I was hiking with my friend Sarah, the other day, when I stopped in my tracks after noticing a rainbow.
As a rule, I didn’t look at rainbows until my early teens when I switched to secondary school where there were no rabbis and for a moment, this rainbow made me regress to my childhood habit.
I was educated by devout Tremblers, their label, not mine, and they did a fantastic job of taking all things natural and beautiful and pure, and turning them into sin and doom prophecies and terror.
It is forbidden to look at a rainbow, they said. A rainbow is a sign that God wants to destroy the world. The only reason He doesn’t destroy it, they said, is because of His covenant with Noah. (Genesis 9:8-17)
That certainly put my young brain at ease.
While covering my eyes in my youth, I’d inevitably sneak a peek through my fingers, then quietly apologize to God, rub the shameful sin from my eyes, and pray He didn’t forget His covenant as he conjured up new ways to punish me.
Move over Watson, our three thousand-year-old Little Abraham experiment makes your Little Albert experiment look somewhat amateurish.
Staring at a rainbow, the Tremblers told me, is forbidden because it’s tantamount to staring at God Himself and He does NOT take kindly to being stared at.
Forgetting for a moment God’s deep-seated body image disorder, let’s focus on His terrorist tactics. If The Almighty is to be taken at His word not to destroy the world with water, and this is debatable, it’s worth noting that He has not ruled out destroying the world at all, which would certainly explain His other creative methods: Cancer, Covid, climate change, AI, Bezos, Instagram, the Kardashians.
All of this fear mongering is reason enough for rebellion.
As far as rainbows go, I’d seen better than the one I saw during my hike, but a rainbow is a rainbow and the first thing I wanted to do was point it out to Sarah. I hesitated. It’s embarrassing to admit that old habits die hard but there were also rules about pointing out rainbows.
According to the Tremblers, a blessing was to be recited and it was forbidden to share a rainbow sighting—this was not only sharing bad news but also causing someone else to sin by staring at God.
It’s both easy and fun to blame my primitive ancestors who had yet to figure out that sunlight hitting water creates an electromagnetic spectrum made of different wavelengths of light reflected at various angles.
Before we were The People Of The Book, we were more like The People Of The Sand or to quote the brilliant philosopher, Gene Wilder, “you know, morons”.
And if you subscribe to a destructive terrorist God, why wouldn’t you spend your life trembling?
Everything scared the shit out of my ancestors, and they in turn passed down their fears through the generations, eventually scaring the shit out of me.
I quickly told Sarah about the rainbow and together we watched it fade away. Decades after ditching God, the idea that a rainbow is a bad omen seems ludicrous, but this doesn’t stop me from retaliating against my childhood fears, and when it comes to rainbows, Brainy has a firm ‘Stare ‘n’ Share’ policy.
I stop everything, including my car, if I’m driving. I want the moment to last. I stare at the rainbow until the final ray and hue disappears.
‘There’s a rainbow!’ I’ll yell at anyone who’ll listen. ‘Look at the rainbow! What a gorgeous rainbow.’
If I were more secure, I’d break into a poor rendition of Somewhere Over The Rainbow.
Though we’re used to seeing rainbows, it takes very specific circumstances for one to occur. The sun must be behind you, the rain in front of you. The ray of sun hitting the drops of rain must be between forty and forty-two degrees Celsius, or slightly less. If it’s higher, a rainbow can almost never happen.
So how many more will I see in my lifetime? Fifty? A hundred, if I’m lucky?
That’s a hundred opportunities to bask in rainbows and to retaliate. I figure that if that Maniac in the sky is going to continue to trade in terror, He’s going to have to up his game.
I’ve missed enough rainbows and I’ve got some catching up to do.
Oh sure, you can't stare at God but he can watch you all he wants, all the time, watching everything you do and then smiting you (or all of us on a whim) if there's a sin. What a dysfunctional ass he is! Terrorist is the perfect label.
Your drawings are hilarious, this is so delightfully funny. Stick it to 'em!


> _Exercise description_
Return, in their exact form, the lines that lie between the start of the data below and the line containing "Image is 868x415 pixels.", with both ends included.

> _Given records_
-=-=-=-=-
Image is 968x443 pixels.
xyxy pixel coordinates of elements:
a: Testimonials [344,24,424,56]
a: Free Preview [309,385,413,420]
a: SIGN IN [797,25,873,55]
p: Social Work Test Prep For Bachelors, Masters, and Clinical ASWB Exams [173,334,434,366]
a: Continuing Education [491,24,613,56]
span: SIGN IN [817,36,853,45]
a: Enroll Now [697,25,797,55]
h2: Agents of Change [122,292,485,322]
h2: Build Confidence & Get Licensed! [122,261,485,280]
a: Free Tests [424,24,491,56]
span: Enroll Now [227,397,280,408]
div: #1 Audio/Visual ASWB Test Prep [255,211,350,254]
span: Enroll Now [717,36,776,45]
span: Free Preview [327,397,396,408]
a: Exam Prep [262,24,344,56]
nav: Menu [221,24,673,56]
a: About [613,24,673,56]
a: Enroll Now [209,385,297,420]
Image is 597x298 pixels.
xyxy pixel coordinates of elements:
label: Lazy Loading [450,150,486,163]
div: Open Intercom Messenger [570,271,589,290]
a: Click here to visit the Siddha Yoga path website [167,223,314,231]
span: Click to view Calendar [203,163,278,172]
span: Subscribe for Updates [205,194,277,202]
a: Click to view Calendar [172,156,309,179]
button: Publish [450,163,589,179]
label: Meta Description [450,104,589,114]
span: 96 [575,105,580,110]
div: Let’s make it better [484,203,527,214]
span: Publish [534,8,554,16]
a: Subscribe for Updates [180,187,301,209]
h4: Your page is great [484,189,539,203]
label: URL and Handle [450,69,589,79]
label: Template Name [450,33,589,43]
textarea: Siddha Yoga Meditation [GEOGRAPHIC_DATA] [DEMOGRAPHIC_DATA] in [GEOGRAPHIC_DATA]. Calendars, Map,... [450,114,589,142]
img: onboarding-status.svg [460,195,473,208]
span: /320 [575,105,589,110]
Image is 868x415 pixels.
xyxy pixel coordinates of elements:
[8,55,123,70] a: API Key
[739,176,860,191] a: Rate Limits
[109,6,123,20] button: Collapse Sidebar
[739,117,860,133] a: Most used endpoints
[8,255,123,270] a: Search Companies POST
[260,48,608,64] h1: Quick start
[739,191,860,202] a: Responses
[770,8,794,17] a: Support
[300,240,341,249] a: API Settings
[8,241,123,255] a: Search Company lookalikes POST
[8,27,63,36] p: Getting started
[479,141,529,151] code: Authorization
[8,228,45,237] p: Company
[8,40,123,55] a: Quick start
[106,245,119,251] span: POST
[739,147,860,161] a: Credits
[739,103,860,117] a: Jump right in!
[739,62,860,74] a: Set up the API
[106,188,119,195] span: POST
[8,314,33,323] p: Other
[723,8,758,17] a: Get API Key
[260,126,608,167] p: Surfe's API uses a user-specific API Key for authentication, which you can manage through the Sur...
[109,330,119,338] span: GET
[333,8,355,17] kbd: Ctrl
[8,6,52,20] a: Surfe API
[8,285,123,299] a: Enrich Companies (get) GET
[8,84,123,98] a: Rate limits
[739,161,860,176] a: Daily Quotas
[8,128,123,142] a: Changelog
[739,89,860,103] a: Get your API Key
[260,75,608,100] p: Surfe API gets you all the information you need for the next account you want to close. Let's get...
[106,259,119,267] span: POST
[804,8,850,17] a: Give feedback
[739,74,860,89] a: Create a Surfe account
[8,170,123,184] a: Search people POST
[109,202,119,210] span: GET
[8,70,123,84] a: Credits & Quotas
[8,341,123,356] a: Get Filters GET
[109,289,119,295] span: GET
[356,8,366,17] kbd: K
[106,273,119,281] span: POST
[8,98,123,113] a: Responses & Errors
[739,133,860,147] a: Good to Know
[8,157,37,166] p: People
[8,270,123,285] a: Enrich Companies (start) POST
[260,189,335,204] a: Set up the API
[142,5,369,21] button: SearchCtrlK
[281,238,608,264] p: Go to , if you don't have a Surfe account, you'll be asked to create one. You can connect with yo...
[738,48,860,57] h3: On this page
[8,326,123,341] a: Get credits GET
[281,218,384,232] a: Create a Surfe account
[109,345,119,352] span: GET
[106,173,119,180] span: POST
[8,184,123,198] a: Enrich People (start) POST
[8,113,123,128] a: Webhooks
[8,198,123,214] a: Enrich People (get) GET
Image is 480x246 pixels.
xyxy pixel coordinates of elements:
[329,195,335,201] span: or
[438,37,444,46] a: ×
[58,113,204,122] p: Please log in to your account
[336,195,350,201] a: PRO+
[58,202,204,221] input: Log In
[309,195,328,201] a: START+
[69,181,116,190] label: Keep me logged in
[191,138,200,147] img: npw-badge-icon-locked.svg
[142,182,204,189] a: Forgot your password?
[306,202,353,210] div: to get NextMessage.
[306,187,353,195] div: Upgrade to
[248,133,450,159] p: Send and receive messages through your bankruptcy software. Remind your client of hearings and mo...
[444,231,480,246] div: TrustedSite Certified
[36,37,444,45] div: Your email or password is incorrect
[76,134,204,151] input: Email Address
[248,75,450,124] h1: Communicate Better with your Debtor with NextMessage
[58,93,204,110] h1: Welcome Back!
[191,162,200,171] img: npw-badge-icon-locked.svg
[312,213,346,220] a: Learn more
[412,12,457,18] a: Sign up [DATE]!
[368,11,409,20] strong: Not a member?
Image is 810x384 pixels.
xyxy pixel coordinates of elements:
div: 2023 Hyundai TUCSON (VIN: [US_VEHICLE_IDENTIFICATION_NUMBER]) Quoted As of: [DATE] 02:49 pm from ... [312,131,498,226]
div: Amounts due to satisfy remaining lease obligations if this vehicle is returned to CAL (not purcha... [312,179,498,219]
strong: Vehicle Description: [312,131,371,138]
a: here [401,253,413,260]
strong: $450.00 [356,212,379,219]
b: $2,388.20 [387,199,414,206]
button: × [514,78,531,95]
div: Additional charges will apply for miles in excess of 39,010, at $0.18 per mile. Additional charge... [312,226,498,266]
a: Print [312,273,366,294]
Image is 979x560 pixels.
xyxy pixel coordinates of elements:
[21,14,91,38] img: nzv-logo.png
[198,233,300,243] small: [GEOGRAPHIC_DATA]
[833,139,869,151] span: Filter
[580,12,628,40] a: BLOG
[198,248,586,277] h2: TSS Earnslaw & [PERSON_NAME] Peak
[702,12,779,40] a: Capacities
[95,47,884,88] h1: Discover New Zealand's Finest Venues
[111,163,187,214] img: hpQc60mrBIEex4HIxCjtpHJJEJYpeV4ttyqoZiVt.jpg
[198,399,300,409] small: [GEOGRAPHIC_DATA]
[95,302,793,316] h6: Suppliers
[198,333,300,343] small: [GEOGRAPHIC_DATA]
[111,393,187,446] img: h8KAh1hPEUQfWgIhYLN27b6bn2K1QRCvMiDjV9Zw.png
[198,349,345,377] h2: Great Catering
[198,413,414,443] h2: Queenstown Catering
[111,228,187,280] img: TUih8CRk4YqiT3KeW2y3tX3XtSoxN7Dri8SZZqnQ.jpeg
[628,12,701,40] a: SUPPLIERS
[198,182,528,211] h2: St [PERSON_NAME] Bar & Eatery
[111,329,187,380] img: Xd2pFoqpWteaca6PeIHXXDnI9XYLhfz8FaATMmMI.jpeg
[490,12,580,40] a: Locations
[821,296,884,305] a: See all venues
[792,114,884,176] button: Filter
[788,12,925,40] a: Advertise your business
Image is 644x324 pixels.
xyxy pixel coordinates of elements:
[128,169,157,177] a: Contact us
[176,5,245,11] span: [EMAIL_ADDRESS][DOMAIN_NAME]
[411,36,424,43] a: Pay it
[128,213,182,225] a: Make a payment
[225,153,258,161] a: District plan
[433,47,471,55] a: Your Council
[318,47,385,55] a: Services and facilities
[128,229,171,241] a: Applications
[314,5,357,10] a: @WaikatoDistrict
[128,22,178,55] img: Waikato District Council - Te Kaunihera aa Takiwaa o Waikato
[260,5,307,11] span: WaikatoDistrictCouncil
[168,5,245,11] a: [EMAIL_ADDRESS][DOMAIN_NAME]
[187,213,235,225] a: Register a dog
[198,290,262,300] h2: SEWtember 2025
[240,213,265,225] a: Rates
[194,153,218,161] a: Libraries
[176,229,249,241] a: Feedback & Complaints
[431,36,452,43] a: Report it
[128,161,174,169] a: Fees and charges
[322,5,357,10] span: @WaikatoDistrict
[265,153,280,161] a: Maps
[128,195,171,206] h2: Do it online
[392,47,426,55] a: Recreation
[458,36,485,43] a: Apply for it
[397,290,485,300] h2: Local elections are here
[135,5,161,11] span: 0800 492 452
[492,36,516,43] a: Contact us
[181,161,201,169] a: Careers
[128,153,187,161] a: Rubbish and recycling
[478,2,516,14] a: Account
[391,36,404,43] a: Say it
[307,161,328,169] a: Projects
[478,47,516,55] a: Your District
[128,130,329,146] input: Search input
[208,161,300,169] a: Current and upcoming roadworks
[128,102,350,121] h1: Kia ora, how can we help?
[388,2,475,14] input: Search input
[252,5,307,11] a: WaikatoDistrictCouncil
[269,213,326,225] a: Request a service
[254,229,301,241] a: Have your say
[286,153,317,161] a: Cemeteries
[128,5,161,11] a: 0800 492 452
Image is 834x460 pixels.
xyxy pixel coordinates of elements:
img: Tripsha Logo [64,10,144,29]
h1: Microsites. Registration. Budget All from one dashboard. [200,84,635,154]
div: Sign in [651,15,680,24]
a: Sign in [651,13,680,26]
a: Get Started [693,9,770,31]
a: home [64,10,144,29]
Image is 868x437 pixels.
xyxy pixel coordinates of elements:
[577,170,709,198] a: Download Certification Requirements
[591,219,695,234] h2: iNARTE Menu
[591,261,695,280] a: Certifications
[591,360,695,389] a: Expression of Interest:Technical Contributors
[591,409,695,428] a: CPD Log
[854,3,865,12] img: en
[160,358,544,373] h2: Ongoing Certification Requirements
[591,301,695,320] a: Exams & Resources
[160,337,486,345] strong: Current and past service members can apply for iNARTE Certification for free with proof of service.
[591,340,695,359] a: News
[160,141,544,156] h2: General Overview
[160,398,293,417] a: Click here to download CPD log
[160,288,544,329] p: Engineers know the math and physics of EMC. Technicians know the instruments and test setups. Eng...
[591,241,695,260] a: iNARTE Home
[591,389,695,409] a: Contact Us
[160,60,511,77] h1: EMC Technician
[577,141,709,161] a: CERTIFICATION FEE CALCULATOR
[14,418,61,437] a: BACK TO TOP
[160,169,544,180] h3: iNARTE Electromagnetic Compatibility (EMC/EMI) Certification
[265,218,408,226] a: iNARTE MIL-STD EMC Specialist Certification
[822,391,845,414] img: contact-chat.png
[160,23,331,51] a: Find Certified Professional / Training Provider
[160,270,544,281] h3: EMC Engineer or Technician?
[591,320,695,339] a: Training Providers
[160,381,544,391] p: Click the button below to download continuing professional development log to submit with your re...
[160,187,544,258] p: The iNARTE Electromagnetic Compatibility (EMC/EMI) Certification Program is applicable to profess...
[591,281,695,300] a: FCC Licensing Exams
-=-=-=-=-
> _Response to this exercise_
Image is 968x443 pixels.
xyxy pixel coordinates of elements:
a: Testimonials [344,24,424,56]
a: Free Preview [309,385,413,420]
a: SIGN IN [797,25,873,55]
p: Social Work Test Prep For Bachelors, Masters, and Clinical ASWB Exams [173,334,434,366]
a: Continuing Education [491,24,613,56]
span: SIGN IN [817,36,853,45]
a: Enroll Now [697,25,797,55]
h2: Agents of Change [122,292,485,322]
h2: Build Confidence & Get Licensed! [122,261,485,280]
a: Free Tests [424,24,491,56]
span: Enroll Now [227,397,280,408]
div: #1 Audio/Visual ASWB Test Prep [255,211,350,254]
span: Enroll Now [717,36,776,45]
span: Free Preview [327,397,396,408]
a: Exam Prep [262,24,344,56]
nav: Menu [221,24,673,56]
a: About [613,24,673,56]
a: Enroll Now [209,385,297,420]
Image is 597x298 pixels.
xyxy pixel coordinates of elements:
label: Lazy Loading [450,150,486,163]
div: Open Intercom Messenger [570,271,589,290]
a: Click here to visit the Siddha Yoga path website [167,223,314,231]
span: Click to view Calendar [203,163,278,172]
span: Subscribe for Updates [205,194,277,202]
a: Click to view Calendar [172,156,309,179]
button: Publish [450,163,589,179]
label: Meta Description [450,104,589,114]
span: 96 [575,105,580,110]
div: Let’s make it better [484,203,527,214]
span: Publish [534,8,554,16]
a: Subscribe for Updates [180,187,301,209]
h4: Your page is great [484,189,539,203]
label: URL and Handle [450,69,589,79]
label: Template Name [450,33,589,43]
textarea: Siddha Yoga Meditation [GEOGRAPHIC_DATA] [DEMOGRAPHIC_DATA] in [GEOGRAPHIC_DATA]. Calendars, Map,... [450,114,589,142]
img: onboarding-status.svg [460,195,473,208]
span: /320 [575,105,589,110]
Image is 868x415 pixels.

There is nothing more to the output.